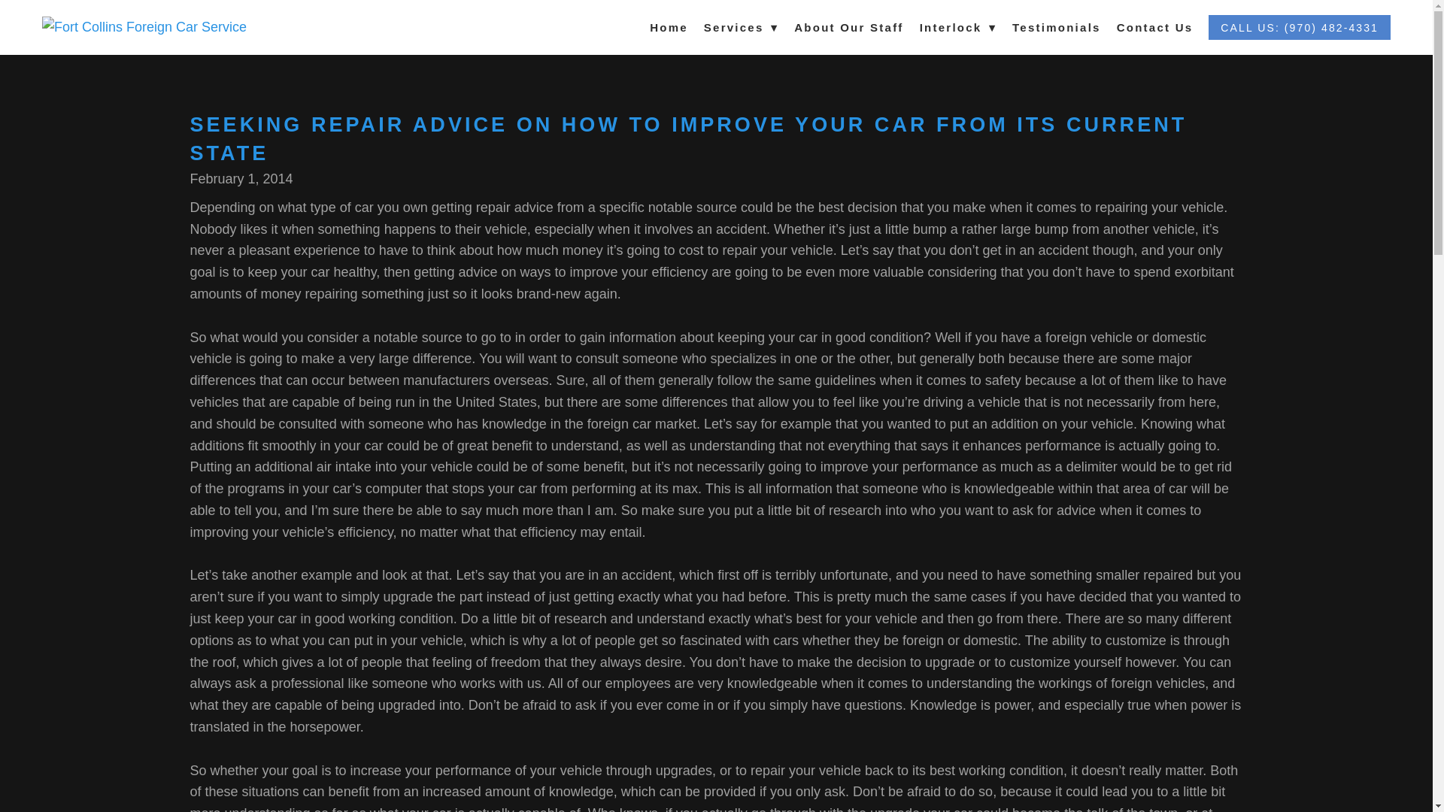 This screenshot has height=812, width=1444. Describe the element at coordinates (669, 27) in the screenshot. I see `Home` at that location.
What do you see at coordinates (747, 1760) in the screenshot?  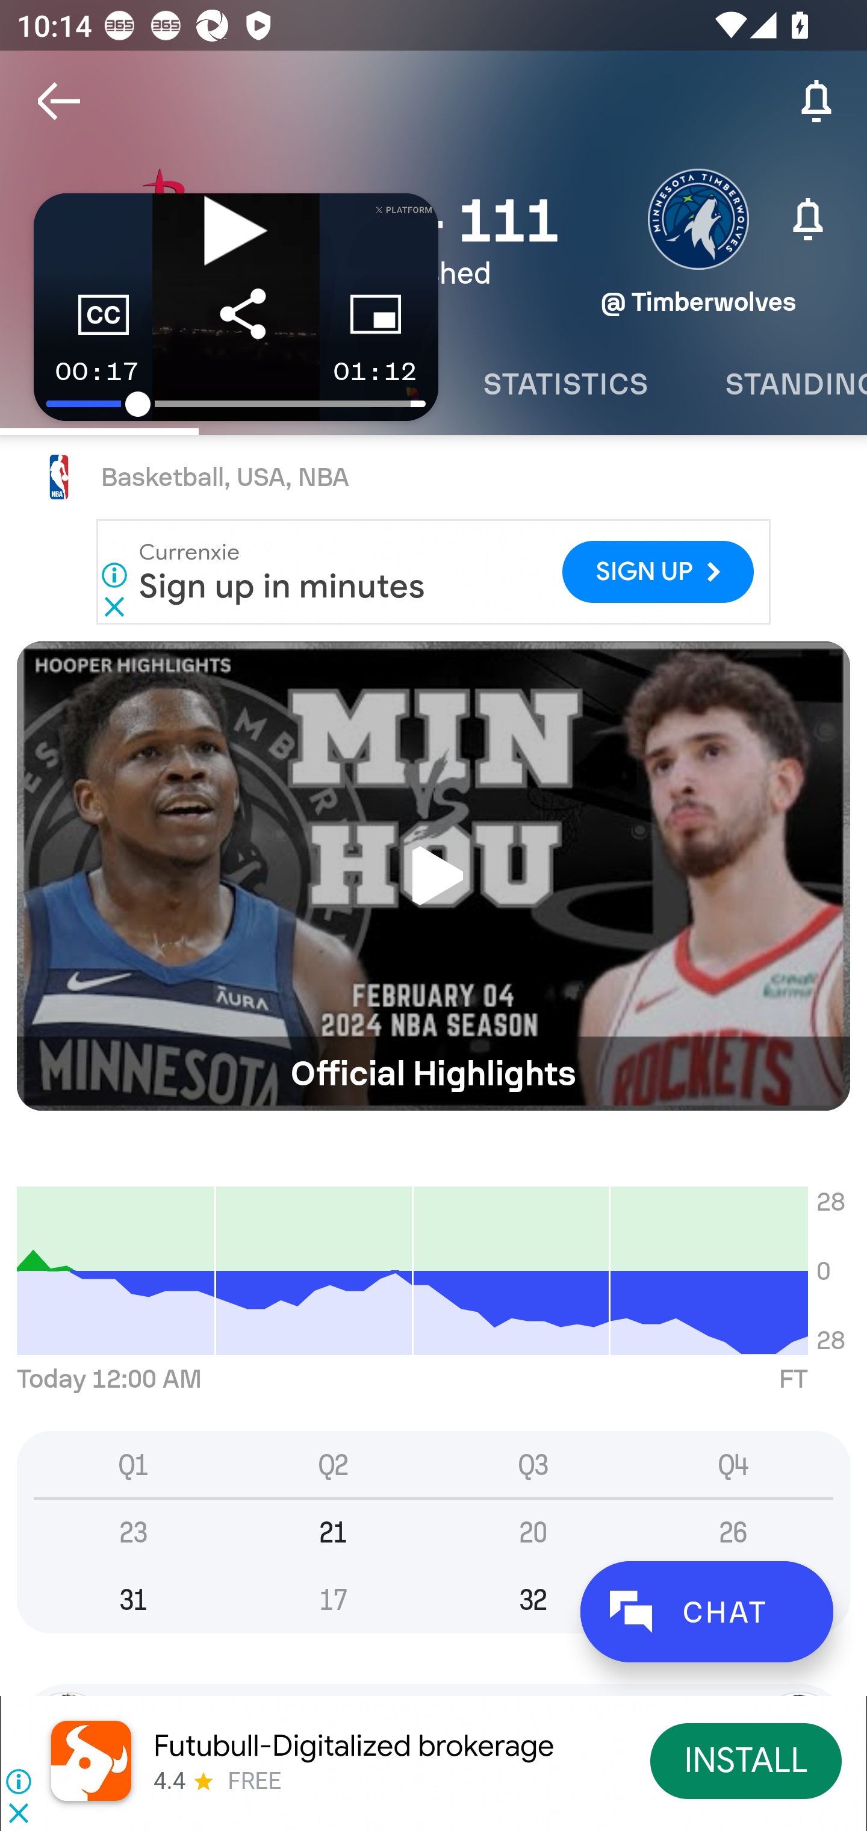 I see `INSTALL` at bounding box center [747, 1760].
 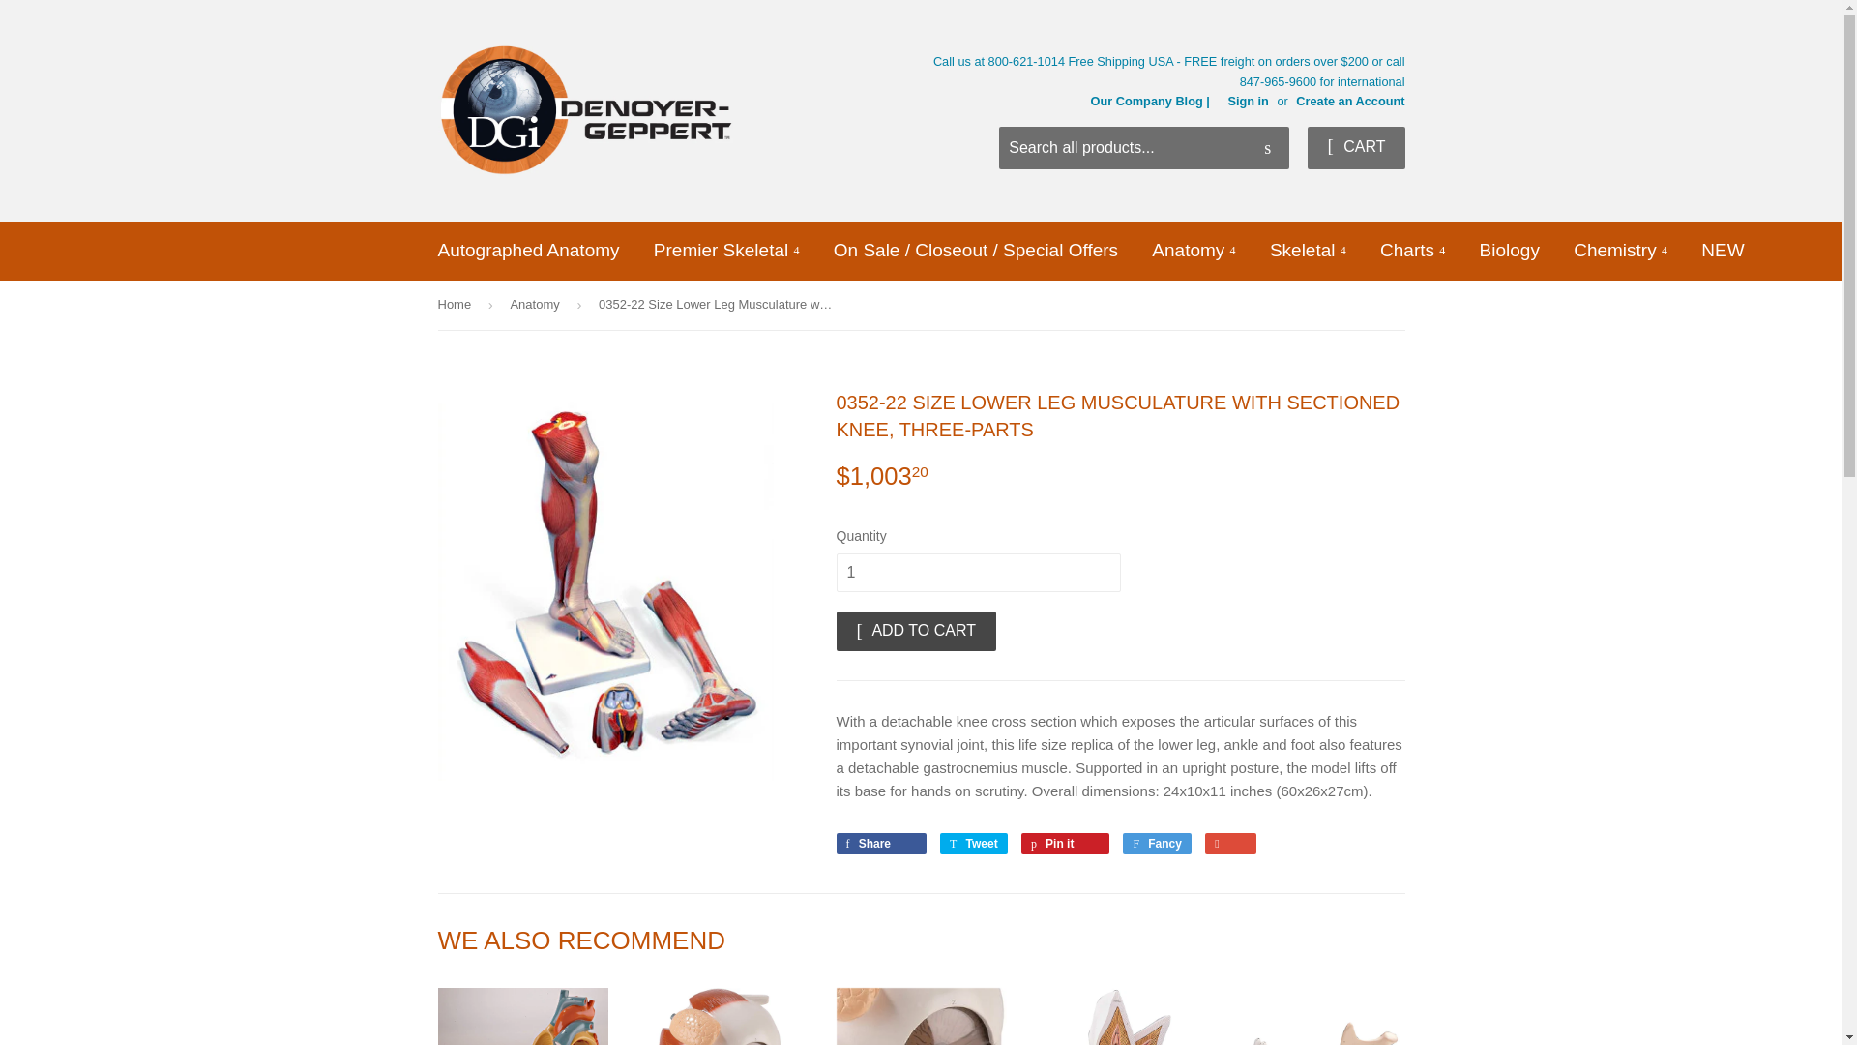 I want to click on Chemistry, so click(x=1621, y=250).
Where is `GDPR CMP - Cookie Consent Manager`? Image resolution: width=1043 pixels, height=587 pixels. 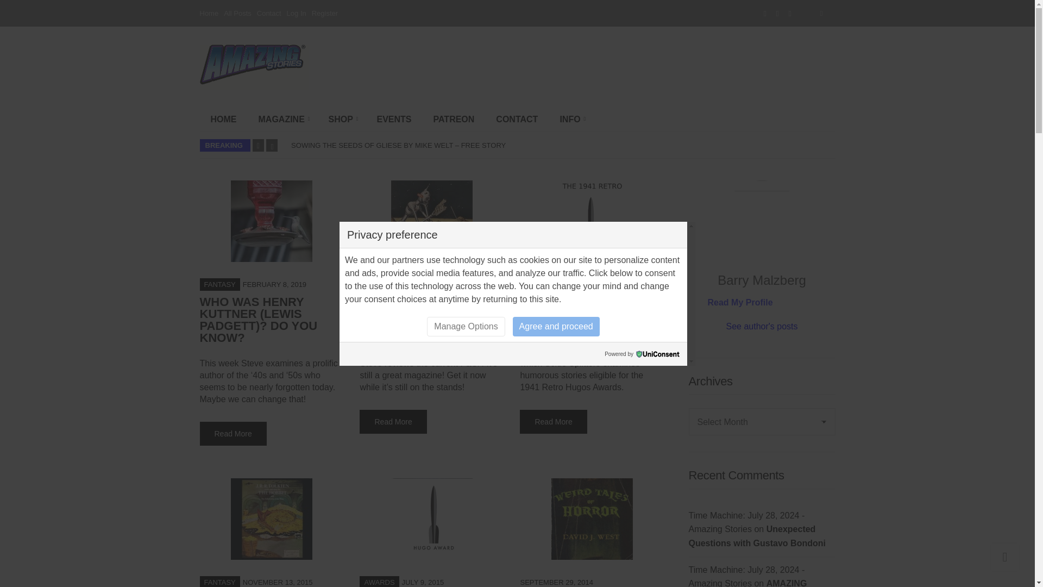 GDPR CMP - Cookie Consent Manager is located at coordinates (658, 353).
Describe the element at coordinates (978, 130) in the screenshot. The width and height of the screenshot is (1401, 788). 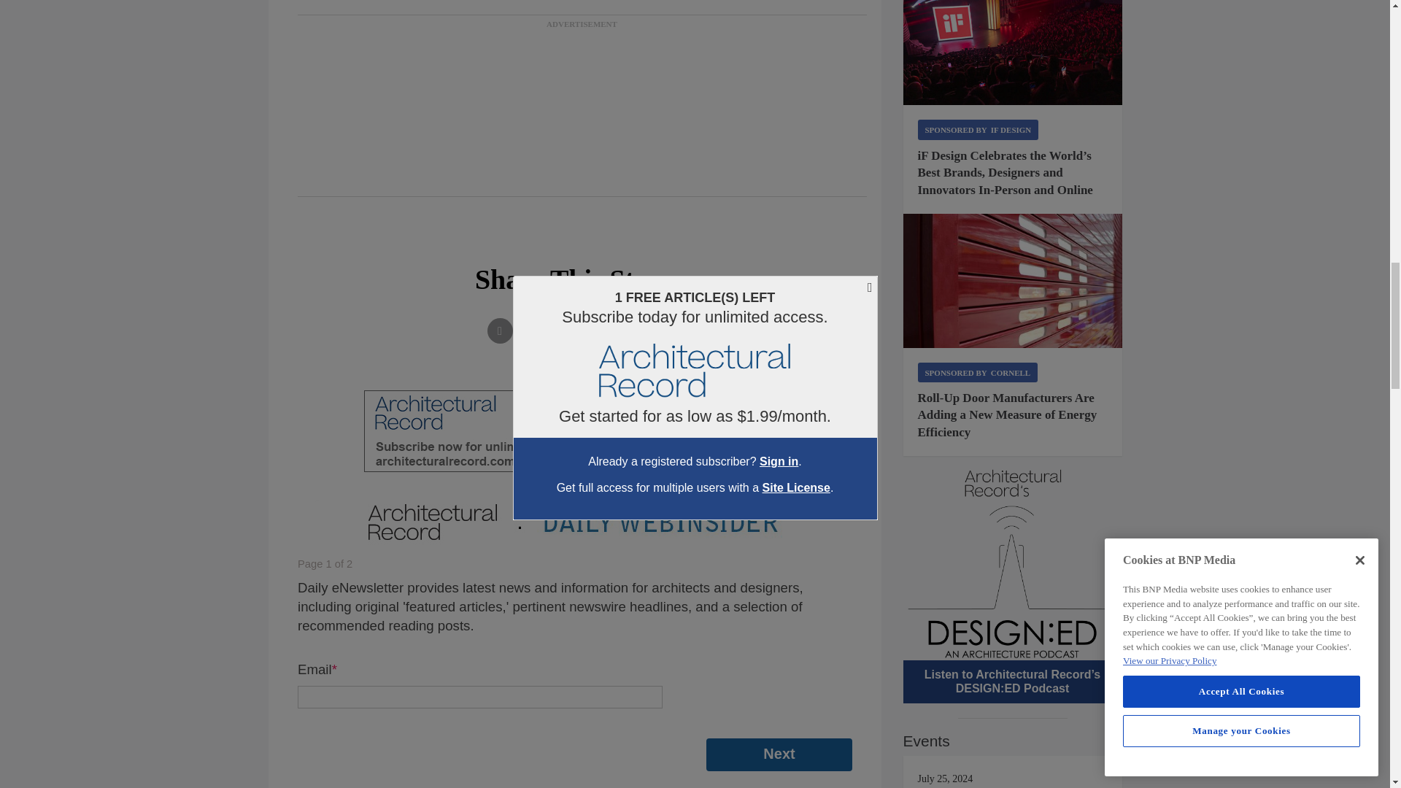
I see `Sponsored by iF Design` at that location.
■ ■ ■ ■ ■ ■ ■
WHAT YOU ARE ASKED TO DO — Only one thing is required here: an exact copy of the lines from the one bearing "Describe the element at coordinates (978, 130)" through the final line above, both included, with pictures left out.

RESULT BELOW —
Describe the element at coordinates (978, 130) in the screenshot. The width and height of the screenshot is (1401, 788). 
I see `Sponsored by iF Design` at that location.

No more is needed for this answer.